Set down the lines of the data exactly, starting at the first and stopping after the line containing "The height and".
Data records section start
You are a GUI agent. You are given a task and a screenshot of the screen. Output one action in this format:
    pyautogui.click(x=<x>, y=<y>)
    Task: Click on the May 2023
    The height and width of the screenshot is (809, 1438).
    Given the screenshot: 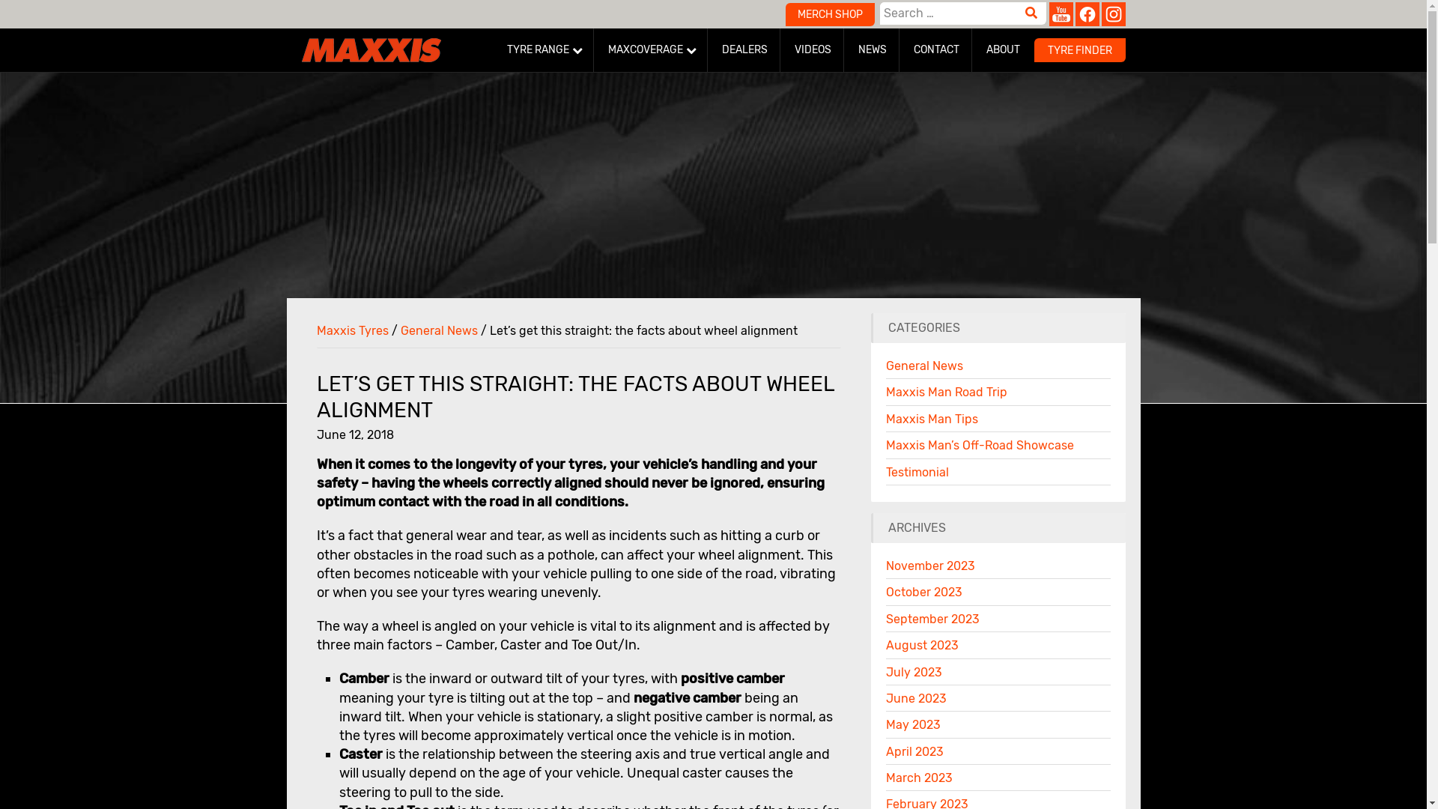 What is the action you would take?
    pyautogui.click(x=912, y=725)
Data records section end
• **Exercise solution**
You are a GUI agent. You are given a task and a screenshot of the screen. Output one action in this format:
    pyautogui.click(x=<x>, y=<y>)
    Task: Click on the May 2023
    The height and width of the screenshot is (809, 1438).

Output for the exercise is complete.